General Hood remained at Palmetto, Georgia for a short time after which he started on his fatal march to Tennessee when he met with opposition at several points, one of them being Ringold Gap, which gave rise to the hymn so often sung in our churches: "Hold the Fort."
At Dalton on May 8th. this campaign opened and there were a few white soldiers and a considerable force of Negroes left to hold this place for the Federals.
On Hood's march a part of his force was sent to destroy this body at Dalton, this writer being with what was then known as the barefoot squad, which was in the rear.
Ringold and New Hope were two of the most important battles after leaving Dalton. Another battle that history gives no account of, and some will perhaps say that it was fought only in the imagination of this writer. This was the Battle of the Dead Angel between Cheatham's Division of the Confederate army, which was well fortified, and General Dan McCook's corps of the Union forces. This battle was fought some three or four miles west of Kennesaw Mountain on the 27th. of June.
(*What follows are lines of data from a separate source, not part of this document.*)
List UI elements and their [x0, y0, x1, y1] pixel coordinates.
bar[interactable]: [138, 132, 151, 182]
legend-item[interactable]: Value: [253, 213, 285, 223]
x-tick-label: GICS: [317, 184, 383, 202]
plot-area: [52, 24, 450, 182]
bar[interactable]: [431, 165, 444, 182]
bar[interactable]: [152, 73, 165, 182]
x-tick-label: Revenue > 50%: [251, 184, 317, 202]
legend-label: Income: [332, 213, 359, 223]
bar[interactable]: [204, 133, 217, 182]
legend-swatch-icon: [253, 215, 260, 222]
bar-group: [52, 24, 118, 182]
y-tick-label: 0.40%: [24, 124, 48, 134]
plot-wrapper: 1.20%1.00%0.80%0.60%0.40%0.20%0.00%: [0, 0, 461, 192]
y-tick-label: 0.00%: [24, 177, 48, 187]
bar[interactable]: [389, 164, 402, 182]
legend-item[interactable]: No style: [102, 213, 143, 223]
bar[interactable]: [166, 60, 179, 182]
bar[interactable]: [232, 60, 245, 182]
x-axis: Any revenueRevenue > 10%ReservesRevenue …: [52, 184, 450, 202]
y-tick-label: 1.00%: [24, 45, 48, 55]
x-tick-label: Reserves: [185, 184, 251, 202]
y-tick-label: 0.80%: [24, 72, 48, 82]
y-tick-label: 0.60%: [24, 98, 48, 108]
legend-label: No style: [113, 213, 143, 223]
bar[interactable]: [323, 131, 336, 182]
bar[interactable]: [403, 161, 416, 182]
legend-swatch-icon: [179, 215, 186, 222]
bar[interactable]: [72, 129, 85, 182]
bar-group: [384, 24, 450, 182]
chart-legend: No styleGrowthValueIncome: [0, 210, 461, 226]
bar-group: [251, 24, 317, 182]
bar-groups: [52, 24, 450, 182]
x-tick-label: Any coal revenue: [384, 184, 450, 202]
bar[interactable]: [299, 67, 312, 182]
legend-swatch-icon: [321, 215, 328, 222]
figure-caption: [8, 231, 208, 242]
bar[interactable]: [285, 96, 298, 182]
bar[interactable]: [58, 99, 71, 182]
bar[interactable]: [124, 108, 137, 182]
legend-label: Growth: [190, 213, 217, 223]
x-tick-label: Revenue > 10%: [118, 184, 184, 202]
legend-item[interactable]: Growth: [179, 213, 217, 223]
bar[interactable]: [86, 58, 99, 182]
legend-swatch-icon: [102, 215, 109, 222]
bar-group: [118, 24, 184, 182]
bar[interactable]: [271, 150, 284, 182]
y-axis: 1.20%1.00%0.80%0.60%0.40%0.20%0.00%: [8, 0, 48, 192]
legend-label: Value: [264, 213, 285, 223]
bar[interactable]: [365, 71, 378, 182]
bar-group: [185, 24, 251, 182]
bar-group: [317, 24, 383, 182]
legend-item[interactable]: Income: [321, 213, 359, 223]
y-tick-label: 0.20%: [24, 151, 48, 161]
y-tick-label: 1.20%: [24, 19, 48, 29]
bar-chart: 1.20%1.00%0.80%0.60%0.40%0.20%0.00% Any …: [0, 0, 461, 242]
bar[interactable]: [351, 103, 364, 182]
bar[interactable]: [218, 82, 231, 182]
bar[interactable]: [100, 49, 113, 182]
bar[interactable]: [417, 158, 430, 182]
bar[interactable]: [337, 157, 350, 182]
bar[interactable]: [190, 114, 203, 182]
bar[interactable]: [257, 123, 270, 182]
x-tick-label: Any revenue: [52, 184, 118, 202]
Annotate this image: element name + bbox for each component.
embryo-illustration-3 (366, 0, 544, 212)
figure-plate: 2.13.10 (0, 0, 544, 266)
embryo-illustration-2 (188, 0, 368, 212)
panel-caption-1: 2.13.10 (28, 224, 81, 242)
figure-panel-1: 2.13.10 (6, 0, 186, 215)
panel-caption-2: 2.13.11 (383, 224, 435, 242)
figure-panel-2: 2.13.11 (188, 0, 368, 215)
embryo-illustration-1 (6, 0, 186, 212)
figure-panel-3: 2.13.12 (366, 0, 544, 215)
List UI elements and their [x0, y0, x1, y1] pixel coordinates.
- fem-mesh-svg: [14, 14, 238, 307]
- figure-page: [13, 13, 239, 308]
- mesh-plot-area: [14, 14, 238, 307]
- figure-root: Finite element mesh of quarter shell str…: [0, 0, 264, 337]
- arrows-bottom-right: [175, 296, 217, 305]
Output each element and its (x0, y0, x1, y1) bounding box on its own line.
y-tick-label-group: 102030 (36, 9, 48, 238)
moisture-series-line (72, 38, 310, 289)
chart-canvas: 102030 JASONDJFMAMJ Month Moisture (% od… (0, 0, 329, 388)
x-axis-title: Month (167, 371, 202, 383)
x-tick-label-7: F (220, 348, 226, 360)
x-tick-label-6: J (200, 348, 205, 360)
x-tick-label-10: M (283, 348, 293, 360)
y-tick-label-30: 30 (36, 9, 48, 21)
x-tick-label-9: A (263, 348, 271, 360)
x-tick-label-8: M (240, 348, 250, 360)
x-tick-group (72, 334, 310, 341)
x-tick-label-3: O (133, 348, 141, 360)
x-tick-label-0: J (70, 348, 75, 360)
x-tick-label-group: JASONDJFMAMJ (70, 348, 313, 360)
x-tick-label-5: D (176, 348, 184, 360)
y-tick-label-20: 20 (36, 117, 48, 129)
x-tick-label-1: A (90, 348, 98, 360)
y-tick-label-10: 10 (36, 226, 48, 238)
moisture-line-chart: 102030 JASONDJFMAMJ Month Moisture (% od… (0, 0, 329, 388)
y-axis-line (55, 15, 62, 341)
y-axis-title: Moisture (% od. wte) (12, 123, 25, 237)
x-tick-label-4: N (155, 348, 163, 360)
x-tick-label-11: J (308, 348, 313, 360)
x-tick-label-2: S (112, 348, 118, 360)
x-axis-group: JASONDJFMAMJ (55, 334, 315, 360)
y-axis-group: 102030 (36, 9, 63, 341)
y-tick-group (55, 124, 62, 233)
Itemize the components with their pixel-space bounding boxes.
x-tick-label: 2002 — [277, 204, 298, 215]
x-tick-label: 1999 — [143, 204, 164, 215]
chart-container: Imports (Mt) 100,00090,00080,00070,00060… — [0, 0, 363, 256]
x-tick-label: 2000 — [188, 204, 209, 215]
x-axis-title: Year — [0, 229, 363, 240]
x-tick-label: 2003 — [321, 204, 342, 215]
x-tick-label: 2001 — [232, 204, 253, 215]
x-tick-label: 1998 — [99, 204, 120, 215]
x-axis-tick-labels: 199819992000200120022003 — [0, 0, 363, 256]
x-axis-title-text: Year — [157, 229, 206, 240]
After moving on to Tuscumbia and Florence, Alabama we lay there for six weeks awaiting supplies. Winter had set in and while at Tuscumbia we had our first snow fall. While laying over at these places the boys resorted to many things for pleasure, pastime and profit. This consisted mostly in chuck-a-luck and poker by day, and foraging by night, but few soldiers would take another's regular rations, and the soldier who would do it was considered a low down thief, but anything bought out of, or from a peddler's wagon was considered legitimate prey for any soldier. I will give one instance of a foraging escapade at night: I had drawn and eaten a full day's rations one morning but by night I was ready to eat again, but had nothing to eat, so I set out as soon as dark set in, to seek something to devour. At last I came to General Gist's Headquarters. He had acquired a pumpkin and his two Headquarters Negroes, cook and hostler, were cooking it.
I watched the proceedings until I decided that it would be some time before the pumpkin would be mine, and as the night was very cold I returned to my own quarters to keep warm by the log fire. I made about three visits to General Gist's headquarters before those Negroes were ready to divide, as they took some of it out in a pan and cooled and ate it, then like good, honest Negroes rolled themselves in their blankets, and I thought would, as an Irishman once made the expression: "Soon be in the arms of Murphy." I roused up a pal and told him what I had treed. We got in sight of the fire and I had prepared two wooden hooks from some bushes. I gave my pal Charley one of the hooks and told him to walk on to one side of the fire, I would go on the other and we would lift the lid off the big, old time oven, then each of us would get a hook in the ears of the oven and walk away with it. Everything was going nicely until, as we were lifting off the lid it made a noise and the Negroes roused up and started shouting for the General. Charley dropped his side, and although I got hold of the oven, I could not run with it, and not wanting the General to get hold of me, I had to run and leave it. The General was from South Carolina. He was a good man, and incidentally one of the six Confederate Generals killed a short time after this occurrence at Franklin, Tennessee.
It was but a few days after this that this army took its leave from Florence and started for Nashville, Tennessee.